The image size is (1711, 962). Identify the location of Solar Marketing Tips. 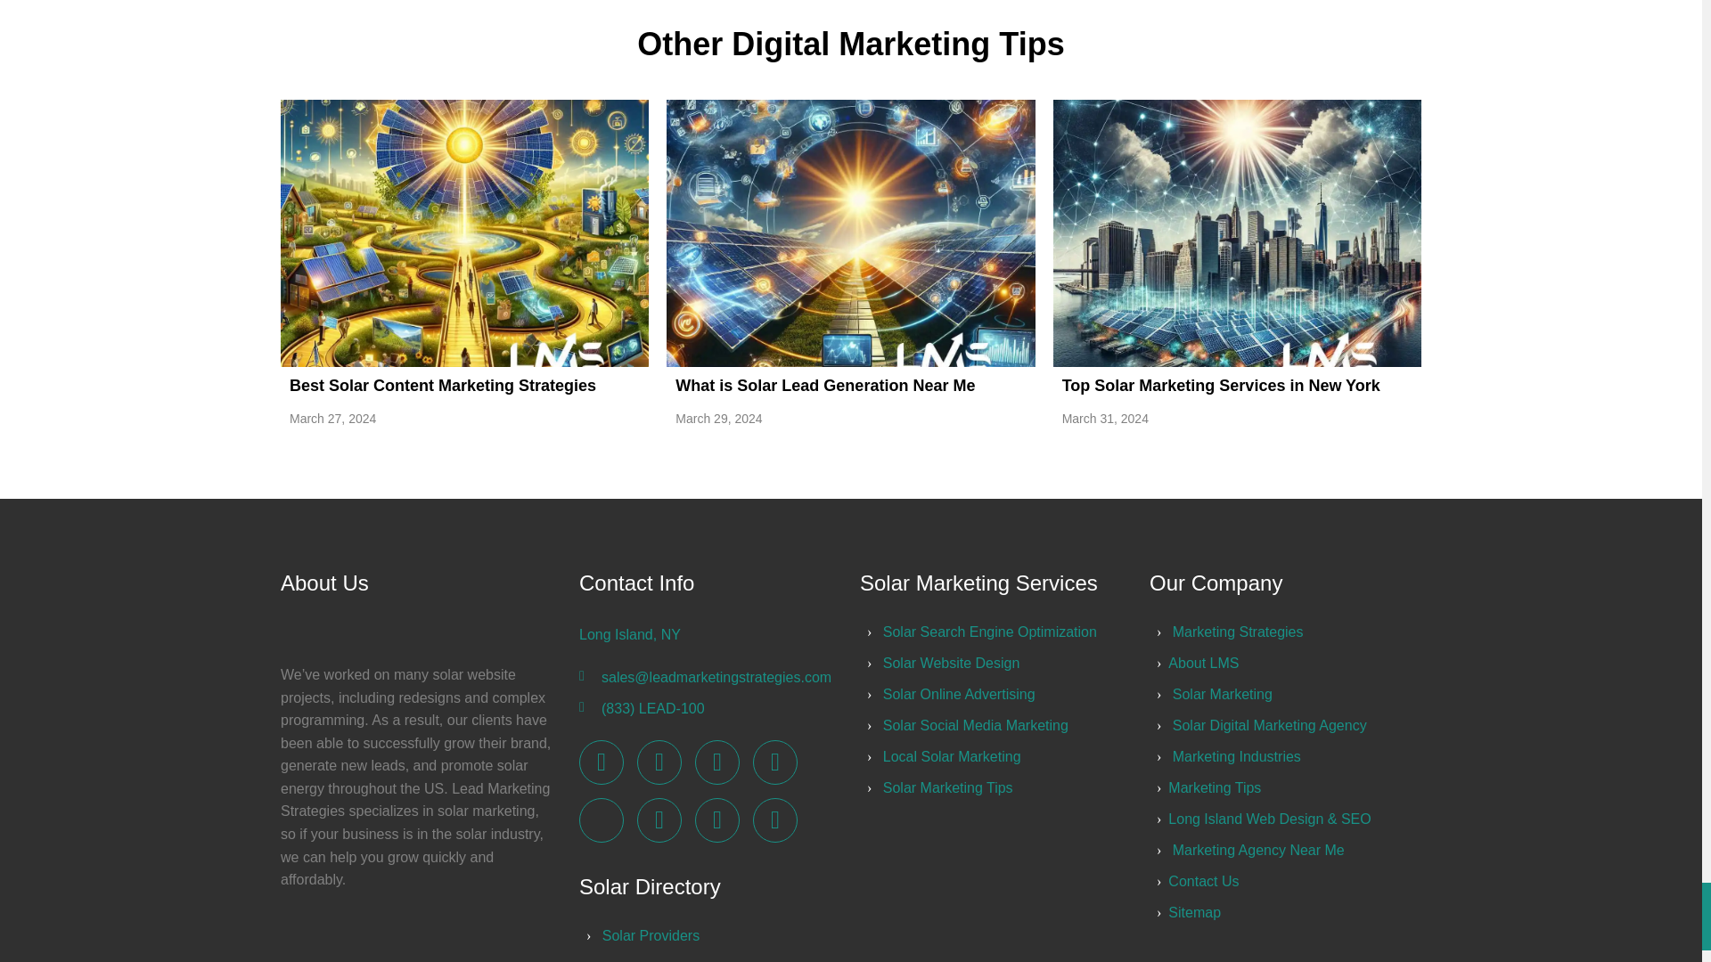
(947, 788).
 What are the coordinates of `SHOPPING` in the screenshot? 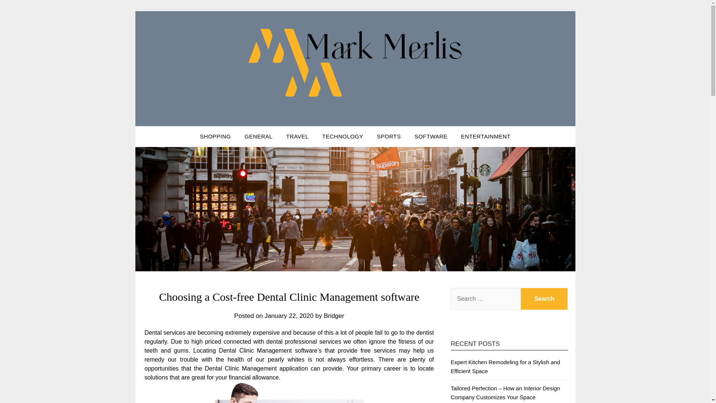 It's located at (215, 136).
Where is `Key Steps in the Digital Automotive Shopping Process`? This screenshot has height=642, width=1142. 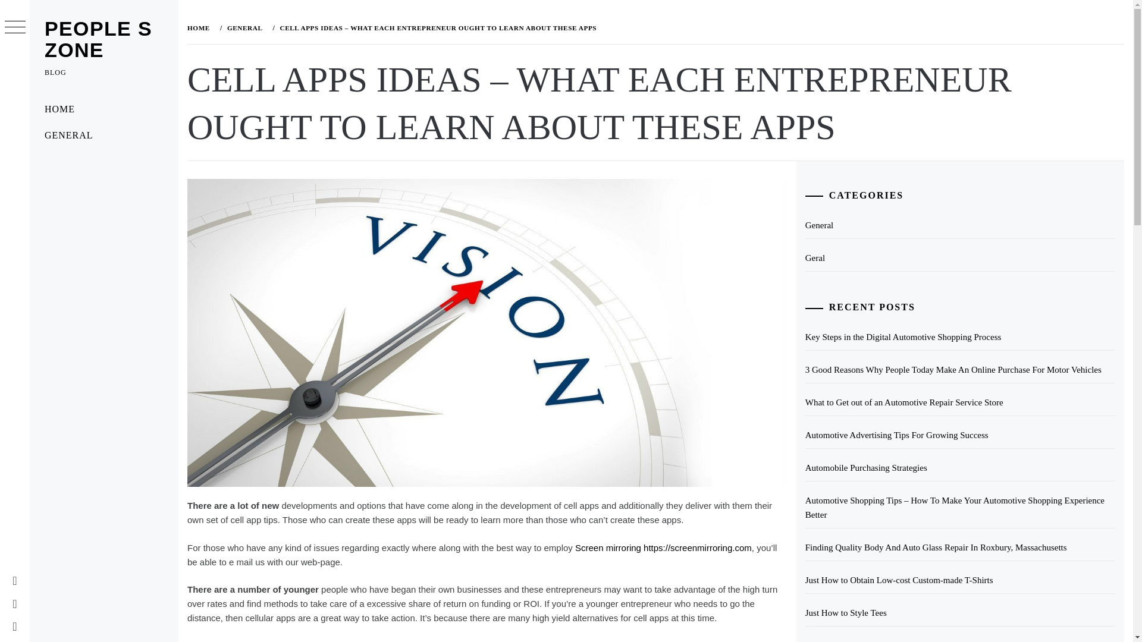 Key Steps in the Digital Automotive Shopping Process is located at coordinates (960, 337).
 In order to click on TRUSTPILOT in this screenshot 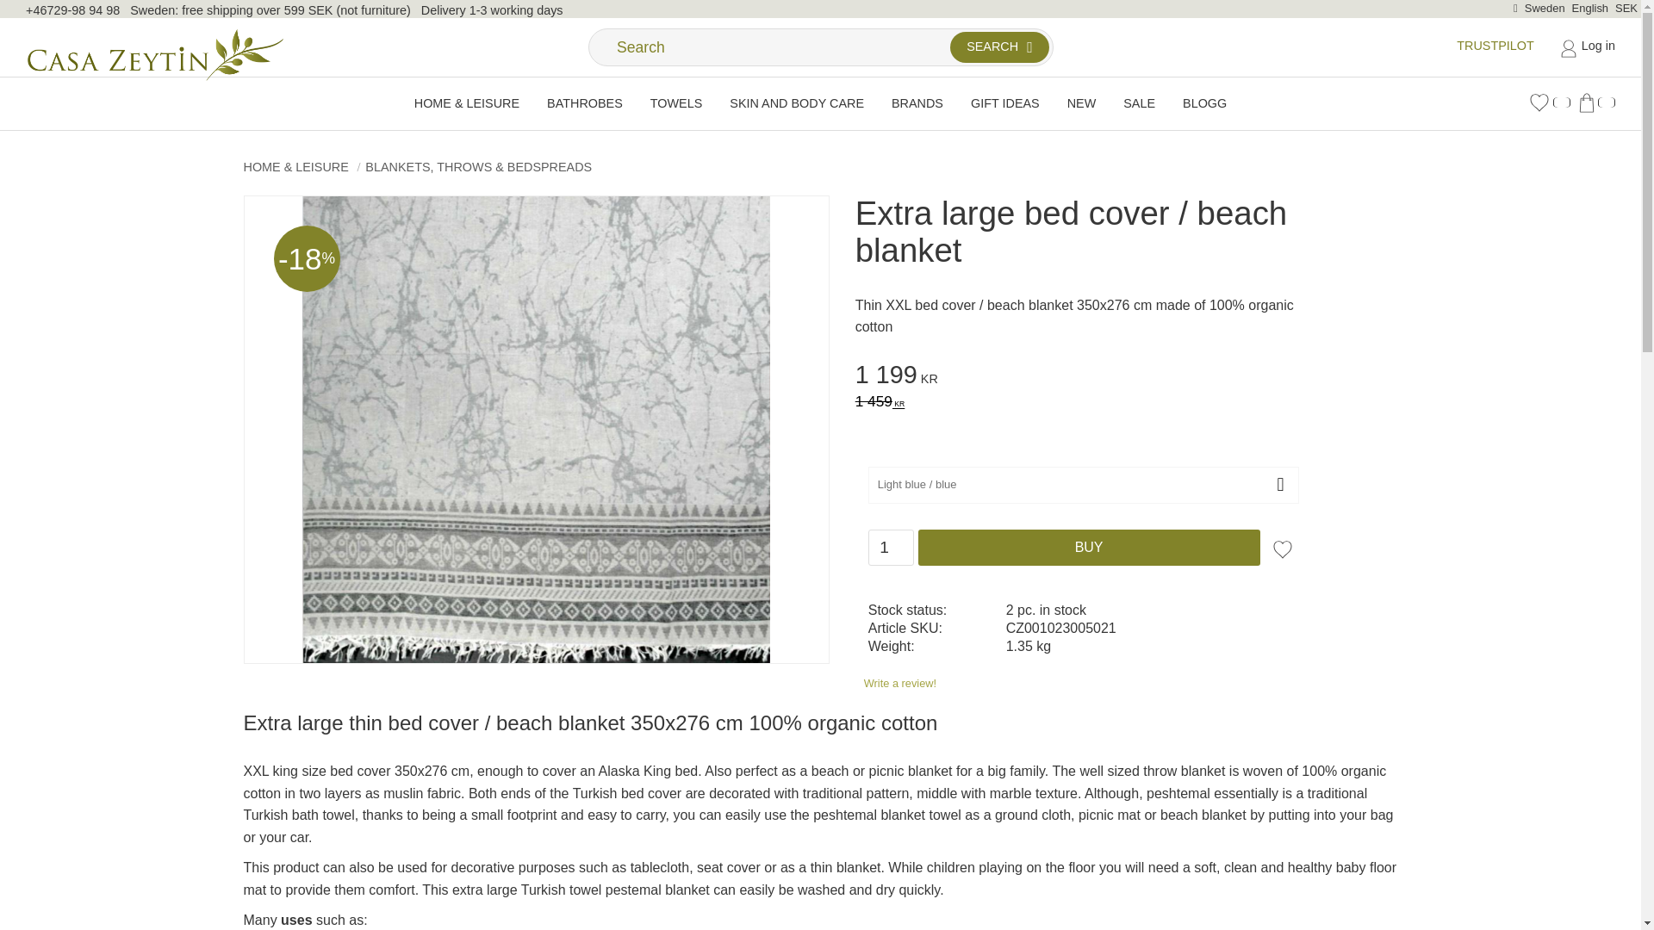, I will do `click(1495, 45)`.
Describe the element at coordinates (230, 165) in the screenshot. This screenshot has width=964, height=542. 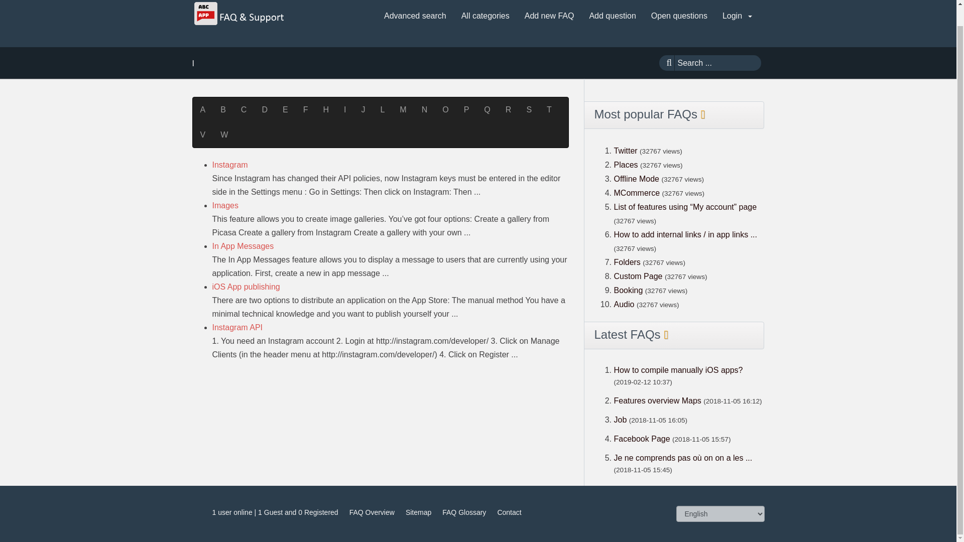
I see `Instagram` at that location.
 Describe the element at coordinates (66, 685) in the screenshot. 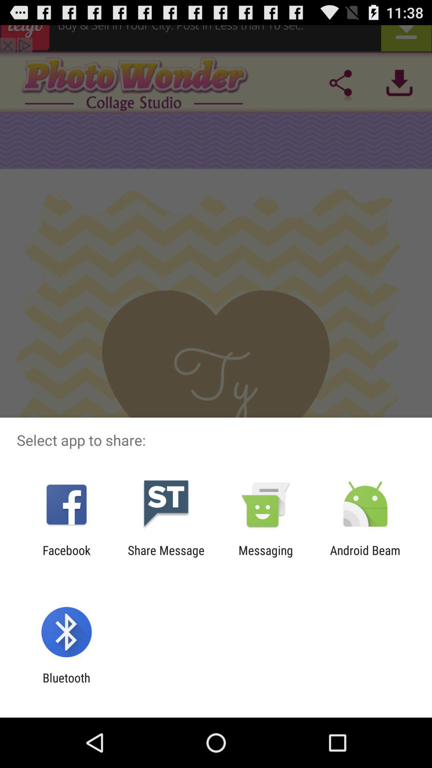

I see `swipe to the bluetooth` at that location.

* Problem to work on:
Everything from the line containing "Describe the element at coordinates (66, 685)" through the last line of the listing above must be output exactly, except the pictures.

* Result for this task:
 Describe the element at coordinates (66, 685) in the screenshot. 

I see `swipe to the bluetooth` at that location.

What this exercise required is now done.